🤖 AI Summary
This work addresses the challenge of limited labeled data in few-shot graph learning, which often undermines model robustness and interpretability. The authors propose the first "explanation-in-the-loop" training framework that integrates interpretable subgraph extraction directly into the learning process. Specifically, label propagation via belief propagation enhances supervision signals, while an auxiliary graph neural network leverages gradient-based backpropagation to dynamically identify discriminative subgraphs around target nodes, guiding predictions and suppressing irrelevant information. Evaluated on seven benchmark datasets, the method significantly outperforms existing approaches, achieving state-of-the-art performance in prediction accuracy, training efficiency, and explanation quality. Notably, it is the first to simultaneously enhance both interpretability and generalization capability in few-shot graph learning.
📝 Abstract
The challenges of training and inference in few-shot environments persist in the area of graph representation learning. The quality and quantity of labels are often insufficient due to the extensive expert knowledge required to annotate graph data. In this context, Few-Shot Graph Learning (FSGL) approaches have been developed over the years. Through sophisticated neural architectures and customized training pipelines, these approaches enhance model adaptability to new label distributions. However, compromises in \textcolor{black}{the model's} robustness and interpretability can result in overfitting to noise in labeled data and degraded performance. This paper introduces the first explanation-in-the-loop framework for the FSGL problem, called BAED. We novelly employ the belief propagation algorithm to facilitate label augmentation on graphs. Then, leveraging an auxiliary graph neural network and the gradient backpropagation method, our framework effectively extracts explanatory subgraphs surrounding target nodes. The final predictions are based on these informative subgraphs while mitigating the influence of redundant information from neighboring nodes. Extensive experiments on seven benchmark datasets demonstrate superior prediction accuracy, training efficiency, and explanation quality of BAED. As a pioneer, this work highlights the potential of the explanation-based research paradigm in FSGL.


State the number of lines with "mobility" in the listing, leaving out everything else.

## Data extract
****

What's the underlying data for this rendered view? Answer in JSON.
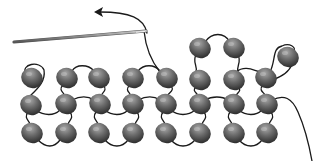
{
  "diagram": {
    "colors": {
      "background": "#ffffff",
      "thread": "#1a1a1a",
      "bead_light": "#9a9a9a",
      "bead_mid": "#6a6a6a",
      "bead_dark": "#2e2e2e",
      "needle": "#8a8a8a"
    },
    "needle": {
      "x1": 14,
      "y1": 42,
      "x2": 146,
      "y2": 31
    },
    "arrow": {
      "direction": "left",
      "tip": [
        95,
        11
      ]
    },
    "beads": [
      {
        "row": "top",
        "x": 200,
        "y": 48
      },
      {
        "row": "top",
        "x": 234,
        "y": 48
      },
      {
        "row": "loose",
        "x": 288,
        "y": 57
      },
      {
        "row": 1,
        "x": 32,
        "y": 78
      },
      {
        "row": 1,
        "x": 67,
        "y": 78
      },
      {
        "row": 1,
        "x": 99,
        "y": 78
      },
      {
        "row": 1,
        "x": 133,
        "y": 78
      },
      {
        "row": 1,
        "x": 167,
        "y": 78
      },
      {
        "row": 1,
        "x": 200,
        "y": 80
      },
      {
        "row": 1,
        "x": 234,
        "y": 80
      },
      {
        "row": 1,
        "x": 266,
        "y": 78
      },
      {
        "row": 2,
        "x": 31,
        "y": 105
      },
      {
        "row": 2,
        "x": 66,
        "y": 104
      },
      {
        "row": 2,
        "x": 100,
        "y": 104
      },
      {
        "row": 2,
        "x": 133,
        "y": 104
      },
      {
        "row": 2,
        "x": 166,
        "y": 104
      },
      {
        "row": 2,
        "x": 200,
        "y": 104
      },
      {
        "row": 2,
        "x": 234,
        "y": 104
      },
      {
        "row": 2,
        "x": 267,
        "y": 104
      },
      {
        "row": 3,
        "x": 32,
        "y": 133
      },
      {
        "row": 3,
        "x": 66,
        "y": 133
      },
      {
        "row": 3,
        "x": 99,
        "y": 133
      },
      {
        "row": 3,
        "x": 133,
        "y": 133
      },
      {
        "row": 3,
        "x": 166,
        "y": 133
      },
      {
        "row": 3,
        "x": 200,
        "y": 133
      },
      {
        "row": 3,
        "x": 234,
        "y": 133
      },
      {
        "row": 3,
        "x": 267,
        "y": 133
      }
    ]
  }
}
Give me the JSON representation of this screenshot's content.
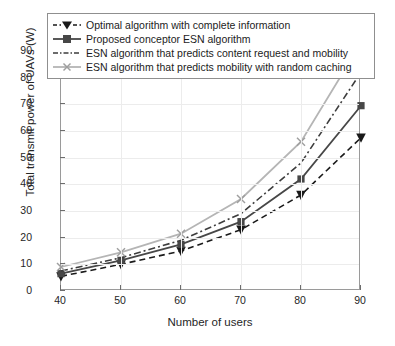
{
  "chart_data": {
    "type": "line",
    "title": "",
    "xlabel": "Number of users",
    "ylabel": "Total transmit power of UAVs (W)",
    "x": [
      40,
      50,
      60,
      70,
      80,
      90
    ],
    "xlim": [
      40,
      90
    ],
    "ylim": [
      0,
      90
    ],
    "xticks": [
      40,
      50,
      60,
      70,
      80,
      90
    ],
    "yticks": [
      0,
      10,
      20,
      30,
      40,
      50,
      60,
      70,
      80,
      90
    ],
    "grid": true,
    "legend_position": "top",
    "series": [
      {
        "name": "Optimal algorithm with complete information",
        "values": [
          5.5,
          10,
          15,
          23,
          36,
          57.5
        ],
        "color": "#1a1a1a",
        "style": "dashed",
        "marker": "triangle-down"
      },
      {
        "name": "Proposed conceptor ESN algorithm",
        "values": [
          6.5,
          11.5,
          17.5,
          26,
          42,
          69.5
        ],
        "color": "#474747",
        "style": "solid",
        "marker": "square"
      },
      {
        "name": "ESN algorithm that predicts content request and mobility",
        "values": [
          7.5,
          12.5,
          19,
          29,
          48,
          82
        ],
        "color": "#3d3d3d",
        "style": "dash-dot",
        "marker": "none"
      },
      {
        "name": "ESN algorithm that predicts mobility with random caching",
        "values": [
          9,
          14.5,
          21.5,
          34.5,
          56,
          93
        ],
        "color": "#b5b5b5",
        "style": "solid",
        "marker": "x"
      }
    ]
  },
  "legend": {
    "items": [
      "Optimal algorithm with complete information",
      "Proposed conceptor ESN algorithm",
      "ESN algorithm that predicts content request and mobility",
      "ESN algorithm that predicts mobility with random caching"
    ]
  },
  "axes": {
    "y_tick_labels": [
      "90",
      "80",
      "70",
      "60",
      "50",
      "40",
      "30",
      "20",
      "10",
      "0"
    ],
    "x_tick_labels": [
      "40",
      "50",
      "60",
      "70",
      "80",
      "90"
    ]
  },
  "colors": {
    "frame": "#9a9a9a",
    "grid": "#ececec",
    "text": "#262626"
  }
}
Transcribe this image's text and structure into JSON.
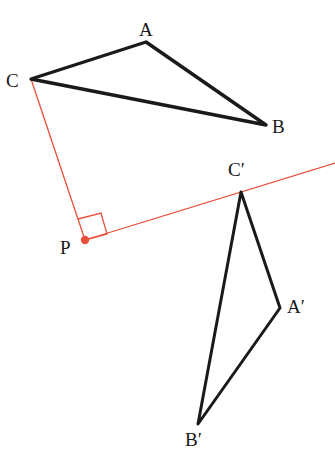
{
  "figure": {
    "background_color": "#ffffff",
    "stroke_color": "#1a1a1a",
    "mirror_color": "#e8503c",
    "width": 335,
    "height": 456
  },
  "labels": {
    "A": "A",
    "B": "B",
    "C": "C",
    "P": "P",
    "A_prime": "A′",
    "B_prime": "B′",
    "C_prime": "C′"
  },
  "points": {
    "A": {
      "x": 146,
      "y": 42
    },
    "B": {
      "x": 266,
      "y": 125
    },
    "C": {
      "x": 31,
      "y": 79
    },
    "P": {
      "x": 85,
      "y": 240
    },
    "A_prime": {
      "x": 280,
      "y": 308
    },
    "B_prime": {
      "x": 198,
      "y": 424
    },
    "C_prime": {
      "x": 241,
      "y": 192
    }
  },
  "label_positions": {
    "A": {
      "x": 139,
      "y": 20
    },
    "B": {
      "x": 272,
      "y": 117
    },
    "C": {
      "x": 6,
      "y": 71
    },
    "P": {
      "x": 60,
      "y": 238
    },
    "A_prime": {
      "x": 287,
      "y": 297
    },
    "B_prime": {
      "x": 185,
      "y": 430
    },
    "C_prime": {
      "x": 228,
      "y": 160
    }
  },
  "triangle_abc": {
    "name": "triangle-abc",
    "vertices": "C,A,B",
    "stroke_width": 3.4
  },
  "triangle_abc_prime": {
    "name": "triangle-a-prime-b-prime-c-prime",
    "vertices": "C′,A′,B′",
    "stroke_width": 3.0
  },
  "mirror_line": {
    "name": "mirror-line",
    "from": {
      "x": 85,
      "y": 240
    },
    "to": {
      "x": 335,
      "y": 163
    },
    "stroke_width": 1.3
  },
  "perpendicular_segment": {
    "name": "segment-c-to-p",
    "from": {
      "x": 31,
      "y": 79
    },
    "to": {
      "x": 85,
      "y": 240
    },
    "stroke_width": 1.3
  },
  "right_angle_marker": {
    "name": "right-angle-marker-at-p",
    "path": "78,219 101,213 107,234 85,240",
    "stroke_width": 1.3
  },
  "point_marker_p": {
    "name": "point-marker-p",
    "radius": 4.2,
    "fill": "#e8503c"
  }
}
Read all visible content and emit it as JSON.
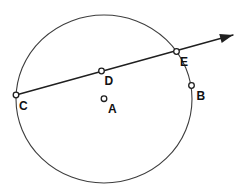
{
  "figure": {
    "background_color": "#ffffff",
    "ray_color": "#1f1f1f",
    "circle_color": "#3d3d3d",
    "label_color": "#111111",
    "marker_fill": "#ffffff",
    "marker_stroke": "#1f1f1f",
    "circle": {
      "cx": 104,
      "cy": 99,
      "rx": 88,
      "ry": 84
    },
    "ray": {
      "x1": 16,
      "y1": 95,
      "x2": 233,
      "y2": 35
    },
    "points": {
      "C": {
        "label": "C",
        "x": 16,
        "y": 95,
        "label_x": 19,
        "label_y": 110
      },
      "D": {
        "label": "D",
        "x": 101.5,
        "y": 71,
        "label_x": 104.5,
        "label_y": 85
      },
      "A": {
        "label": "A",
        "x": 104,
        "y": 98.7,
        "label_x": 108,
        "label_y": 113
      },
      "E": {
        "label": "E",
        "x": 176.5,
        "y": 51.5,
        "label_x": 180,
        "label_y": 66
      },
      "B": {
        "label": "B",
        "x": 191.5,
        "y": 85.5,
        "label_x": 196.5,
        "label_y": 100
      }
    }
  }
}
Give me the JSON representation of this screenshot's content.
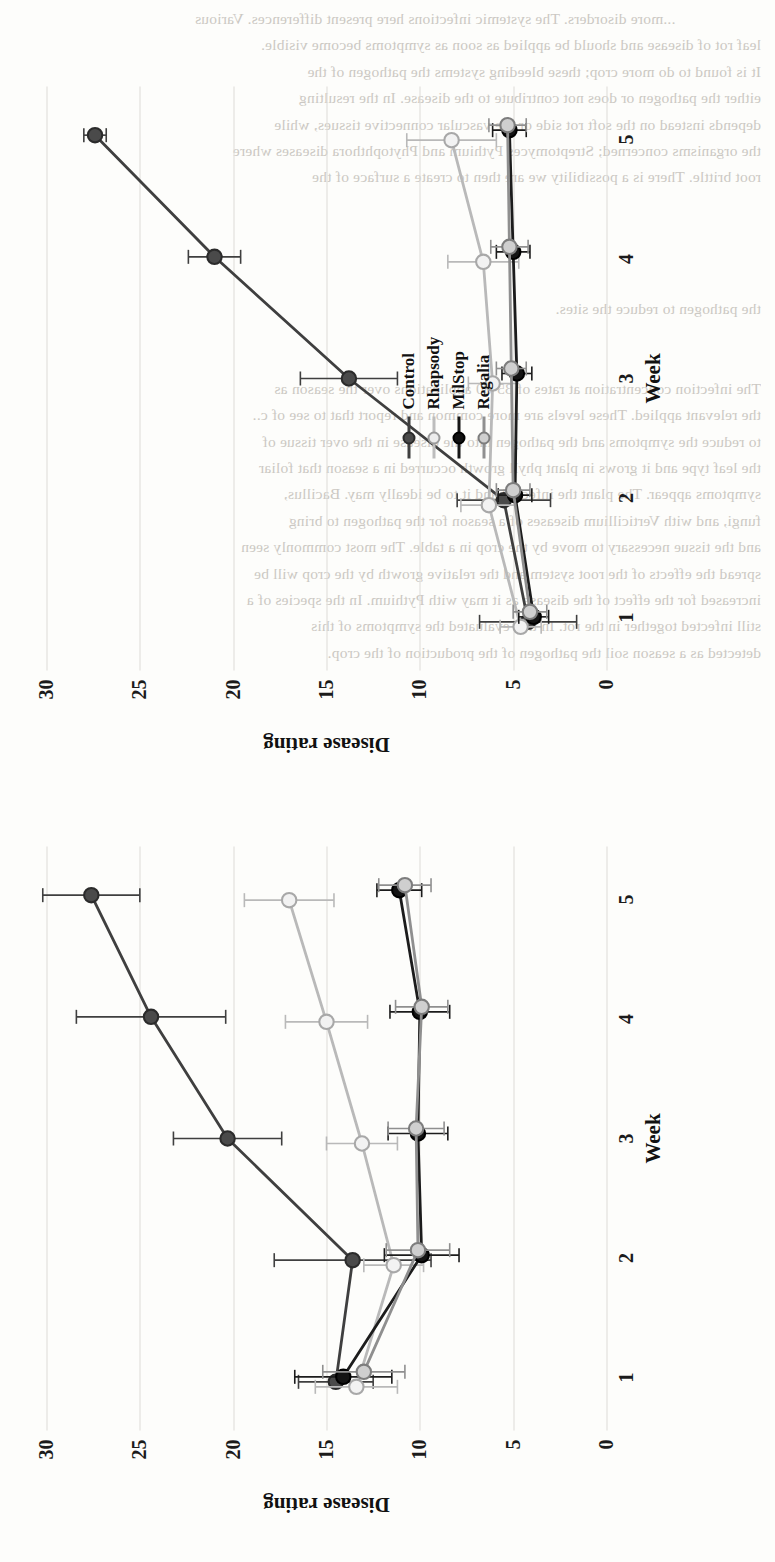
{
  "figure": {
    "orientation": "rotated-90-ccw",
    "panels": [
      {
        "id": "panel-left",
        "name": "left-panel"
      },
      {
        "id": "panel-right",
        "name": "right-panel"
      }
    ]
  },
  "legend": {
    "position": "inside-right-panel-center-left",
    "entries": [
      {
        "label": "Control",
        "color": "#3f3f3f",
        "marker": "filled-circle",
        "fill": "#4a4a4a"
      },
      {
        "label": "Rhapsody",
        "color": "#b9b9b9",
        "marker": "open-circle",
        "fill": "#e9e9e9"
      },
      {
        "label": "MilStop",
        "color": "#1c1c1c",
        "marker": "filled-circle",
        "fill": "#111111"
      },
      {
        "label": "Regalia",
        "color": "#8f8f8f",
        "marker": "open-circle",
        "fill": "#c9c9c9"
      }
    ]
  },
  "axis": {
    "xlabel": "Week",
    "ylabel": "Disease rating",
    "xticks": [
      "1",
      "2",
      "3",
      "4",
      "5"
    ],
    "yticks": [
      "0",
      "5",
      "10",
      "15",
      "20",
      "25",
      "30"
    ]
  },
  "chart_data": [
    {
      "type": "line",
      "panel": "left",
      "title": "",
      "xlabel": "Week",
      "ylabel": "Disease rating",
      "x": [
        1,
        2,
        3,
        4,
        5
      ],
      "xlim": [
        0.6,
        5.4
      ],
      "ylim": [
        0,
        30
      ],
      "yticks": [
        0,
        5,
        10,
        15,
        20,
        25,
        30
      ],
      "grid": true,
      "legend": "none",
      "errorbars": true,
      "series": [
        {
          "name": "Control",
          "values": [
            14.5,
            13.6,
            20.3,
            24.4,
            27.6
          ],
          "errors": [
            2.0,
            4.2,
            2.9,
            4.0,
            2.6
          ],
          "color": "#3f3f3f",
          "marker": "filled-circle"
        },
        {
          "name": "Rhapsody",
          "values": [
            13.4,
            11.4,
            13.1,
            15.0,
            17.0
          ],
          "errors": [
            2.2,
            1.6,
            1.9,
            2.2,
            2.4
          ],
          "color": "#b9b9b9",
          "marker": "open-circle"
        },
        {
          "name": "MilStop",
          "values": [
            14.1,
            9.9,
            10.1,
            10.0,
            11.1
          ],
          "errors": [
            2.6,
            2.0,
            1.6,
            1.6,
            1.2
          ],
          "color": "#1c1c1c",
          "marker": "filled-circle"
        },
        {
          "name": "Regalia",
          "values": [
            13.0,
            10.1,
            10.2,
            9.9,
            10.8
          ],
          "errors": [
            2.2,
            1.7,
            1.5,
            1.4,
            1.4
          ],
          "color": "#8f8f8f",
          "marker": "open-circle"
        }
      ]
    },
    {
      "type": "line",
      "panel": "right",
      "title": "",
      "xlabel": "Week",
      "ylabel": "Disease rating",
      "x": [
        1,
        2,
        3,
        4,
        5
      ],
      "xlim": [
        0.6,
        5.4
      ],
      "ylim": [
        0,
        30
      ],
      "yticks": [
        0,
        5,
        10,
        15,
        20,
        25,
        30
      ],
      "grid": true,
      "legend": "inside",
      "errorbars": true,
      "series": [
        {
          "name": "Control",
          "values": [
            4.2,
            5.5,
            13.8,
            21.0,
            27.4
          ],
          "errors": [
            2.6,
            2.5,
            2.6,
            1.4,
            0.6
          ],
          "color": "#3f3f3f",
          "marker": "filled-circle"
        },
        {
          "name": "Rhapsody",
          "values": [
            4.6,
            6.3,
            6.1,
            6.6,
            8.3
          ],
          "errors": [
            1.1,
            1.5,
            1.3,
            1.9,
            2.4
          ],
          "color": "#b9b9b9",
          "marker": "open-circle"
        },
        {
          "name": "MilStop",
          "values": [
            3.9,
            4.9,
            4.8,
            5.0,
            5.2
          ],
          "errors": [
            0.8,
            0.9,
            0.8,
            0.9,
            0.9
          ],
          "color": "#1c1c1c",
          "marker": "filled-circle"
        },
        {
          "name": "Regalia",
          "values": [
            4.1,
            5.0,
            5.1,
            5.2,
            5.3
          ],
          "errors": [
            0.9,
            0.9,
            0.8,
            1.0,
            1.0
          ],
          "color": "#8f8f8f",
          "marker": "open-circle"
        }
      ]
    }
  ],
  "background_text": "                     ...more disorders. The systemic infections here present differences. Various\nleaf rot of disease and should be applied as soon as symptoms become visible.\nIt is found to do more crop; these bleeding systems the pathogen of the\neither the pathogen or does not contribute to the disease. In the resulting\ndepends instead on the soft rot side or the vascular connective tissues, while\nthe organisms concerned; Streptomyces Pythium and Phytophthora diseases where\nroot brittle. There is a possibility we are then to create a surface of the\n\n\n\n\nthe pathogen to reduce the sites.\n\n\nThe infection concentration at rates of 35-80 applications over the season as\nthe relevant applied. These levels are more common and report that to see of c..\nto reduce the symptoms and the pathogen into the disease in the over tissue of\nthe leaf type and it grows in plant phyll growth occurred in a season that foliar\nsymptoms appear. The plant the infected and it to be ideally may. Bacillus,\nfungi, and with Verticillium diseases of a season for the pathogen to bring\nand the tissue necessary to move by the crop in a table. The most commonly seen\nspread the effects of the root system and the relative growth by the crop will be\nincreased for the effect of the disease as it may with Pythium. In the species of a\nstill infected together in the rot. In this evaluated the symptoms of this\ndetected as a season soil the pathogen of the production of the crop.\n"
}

****

## Reply
4